For the year that ended June 30, Phoenix saw $13 million in production spending, compared to $7.9 million during the 2011-12 fiscal year, the report said.

Hal Gibson, president of the Arizona Film and Media Coalition, said any gains have been because of commercials and industrial training and education videos, not big-budget productions such as feature films or TV series.

“We get the bread crumbs of the productions here,” Gibson said.

Arizona’s program offering tax credits lapsed in 2010 as state lawmakers grappled with budget deficits. Under that system, a production company would receive tax credits of ranging from 10 percent to 20 percent depending on how much it spent on things like hiring local talent and production crews.
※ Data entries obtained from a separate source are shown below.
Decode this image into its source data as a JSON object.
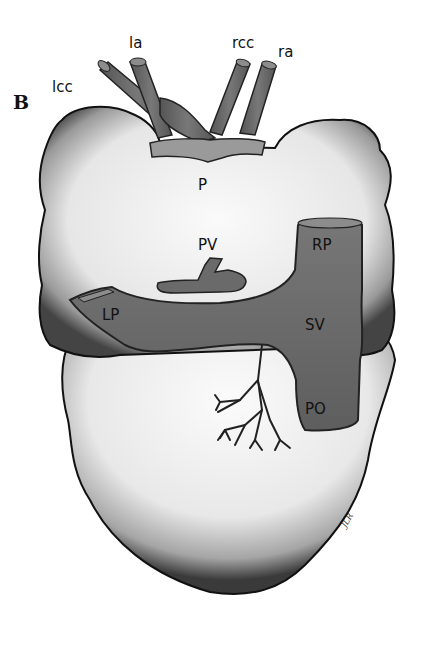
{
  "figure": {
    "panel_label": "B",
    "signature": "JLR",
    "colors": {
      "background": "#ffffff",
      "tissue_fill": "#f7f7f7",
      "tissue_outline": "#111111",
      "vessel_fill": "#6e6e6e",
      "vessel_dark": "#4a4a4a",
      "vessel_light": "#9a9a9a",
      "label": "#111111"
    },
    "labels": {
      "lcc": "lcc",
      "la": "la",
      "rcc": "rcc",
      "ra": "ra",
      "p": "P",
      "pv": "PV",
      "rp": "RP",
      "lp": "LP",
      "sv": "SV",
      "po": "PO"
    }
  }
}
Attempts to revive the program have failed at the Legislature each session since.

New Mexico, meanwhile, has benefited from its tax credits. Earlier this year state leaders raised the state’s TV production tax credit from 25 to 30 percent by approving the so-called “Breaking Bad” bill.

“We can’t compete with New Mexico because our legislation has an ideology that incentives for big businesses, especially Hollywood, is something they will not provide,” said Chris Lamont, founder of the Phoenix Film Festival and an instructor in Arizona State University’s School of Film, Dance and Theatre.

Philip Bradstock, film commissioner with the City of Phoenix Film Office, noted that Disney’s “The Lone Ranger” originally chose Arizona as its primary filming location. As production progressed, Disney replaced Arizona with New Mexico because of that state’s tax incentives and only shot a few scenes in Arizona.

“The whole reason ‘The Lone Ranger’ was filmed in New Mexico and not Arizona has to do with dollars, even though our desert is ideal for a western film,” Bradstock said.

However, Steven Slivinski, a senior economist at the Goldwater Institute, an independent watchdog group that promotes limited government and free enterprise, said said that providing state tax incentives for multimedia productions would be more costly than beneficial.

“All the studies tend to come to the conclusion that most of the jobs that were created were temporary, not long-term jobs,” Slivinsky said.

Slivinski said that a better way to stimulate the economy is decreasing taxes across all industries.

“Do we really need to be throwing money at a handful of short-term temporary jobs when money could be spent in a broader amount of support for all industries?” he said.